[webkit-dev] Settings and Preferences in layout tests

Brady Eidson beidson at apple.com
Wed Sep 26 16:13:17 PDT 2012


On Sep 26, 2012, at 2:46 PM, Tony Chang <tony at chromium.org> wrote:

> On Wed, Sep 26, 2012 at 2:35 PM, Brady Eidson <beidson at apple.com> wrote:
> On Sep 26, 2012, at 2:05 PM, Adam Barth <abarth at webkit.org> wrote:
>> [re-sent from the proper address]
>> 
>> On Wed, Sep 26, 2012 at 2:00 PM, Adam Barth <abarth at nowhere> wrote:
>> On Wed, Sep 26, 2012 at 1:53 PM, Brady Eidson <beidson at apple.com> wrote:
>> On Sep 26, 2012, at 1:48 PM, Ryosuke Niwa <rniwa at webkit.org> wrote:
>>> On Wed, Sep 26, 2012 at 1:44 PM, Simon Fraser <simon.fraser at apple.com> wrote:
>>> 
>>>  First, direct calls on testRunner that just set preferences should be migrated to internals.settings or testRunner.overridePreference calls, I think (I don't know if either is preferred).
>>> 
>>> I support the idea of unifying the approaches and just use internals.settings. However, the last time I checked, Alexey had some concerns about using internals due to settings may not be properly propagated to WebKit2 layer. Has this concern been addressed?
>> 
>> In general I prefer the overridePreference() calls whenever they exist.
>> 
>> internals.settings are not exposed in any real-world product whereas preferences exist in each platform's WebKit-layer API that they expose to their embedders in some form.
>> 
>> The main downside of overridePreference is that it requires that you expose an API for twiddling the preference on every port.  That can lead to us exposing unneeded APIs (making them harder to remove) and to a bunch of port-specific code in an otherwise port-independent patch.
>> 
>> IMHO, we should prefer InternalSettings unless we need to test the WebKit-layer code.
> 
> I suppose we're biased in Mac-land where the mechanism originated, but the "API" is simply a single string based API that only had to be implemented once.
> 
> Your comment leads me to understand that at least one other port doesn't have simple string based preferences.
> 
> Of course to add *any* new internal setting new code must be added specifically for that setting...
> 
> Of course that code only has to be added once for all platforms…
> 
> I think for all the major ports, they are simple string based preferences.  However, adding a new overridePreference call means updating 5 WebKit API interfaces (Mac, Win, Chromium, GTK+, QT),  and updating 5 DRTs and 1 WTR.  Compared to updating a single internal.settings implementation, this is a lot of work.

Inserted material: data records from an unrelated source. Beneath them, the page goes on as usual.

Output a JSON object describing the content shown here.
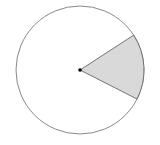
{
  "diagram": {
    "type": "circle-sector",
    "sector": {
      "start_angle_deg": -27,
      "end_angle_deg": 33,
      "central_angle_deg": 60,
      "fill": "#d9d9d9"
    },
    "circle_stroke": "#888888",
    "center_dot_color": "#000000"
  }
}
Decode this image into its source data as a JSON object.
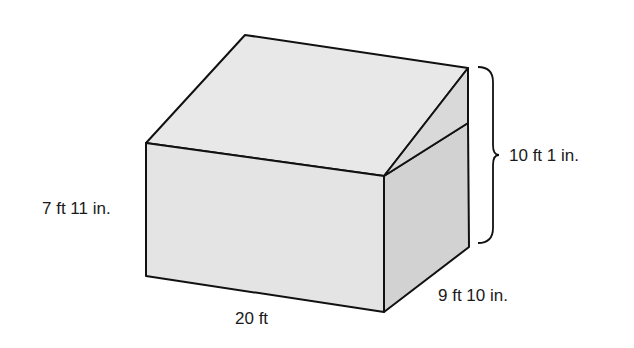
{
  "figure": {
    "type": "3D solid: rectangular prism with sloped (wedge) roof",
    "labels": {
      "front_height": "7 ft 11 in.",
      "total_height": "10 ft 1 in.",
      "depth": "9 ft 10 in.",
      "length": "20 ft"
    },
    "colors": {
      "top_face": "#e8e8e8",
      "front_face": "#e4e4e4",
      "side_face": "#d2d2d2",
      "wedge_face": "#d9d9d9",
      "outline": "#111111"
    }
  }
}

I think you misunderstand what I meant.

The Mac DRT implementation of overridePreference has the following implementation:

void TestRunner::overridePreference(JSStringRef key, JSStringRef value)
{
    RetainPtr<CFStringRef> keyCF(AdoptCF, JSStringCopyCFString(kCFAllocatorDefault, key));
    NSString *keyNS = (NSString *)keyCF.get();

    RetainPtr<CFStringRef> valueCF(AdoptCF, JSStringCopyCFString(kCFAllocatorDefault, value));
    NSString *valueNS = (NSString *)valueCF.get();

    [[WebPreferences standardPreferences] _setPreferenceForTestWithValue:valueNS forKey:keyNS];
}

This works for any preference;  Even a new one that has never been twiddled in a regression test before.

For example in http://trac.webkit.org/changeset/127956 we added a new test that twiddled the "WebKitStorageBlockingPolicy" preference and we didn't need to change any DRT Mac code to accomplish this.

Compared to adding a single implementation to internal.settings, this was *NO* additional work.

> In addition to being a lot of work, it increases the size of each WebKit API even if the particular port doesn't want/need to expose the feature.

If a port doesn't want the feature, it can't be tested and needs to be skipped anyways, right?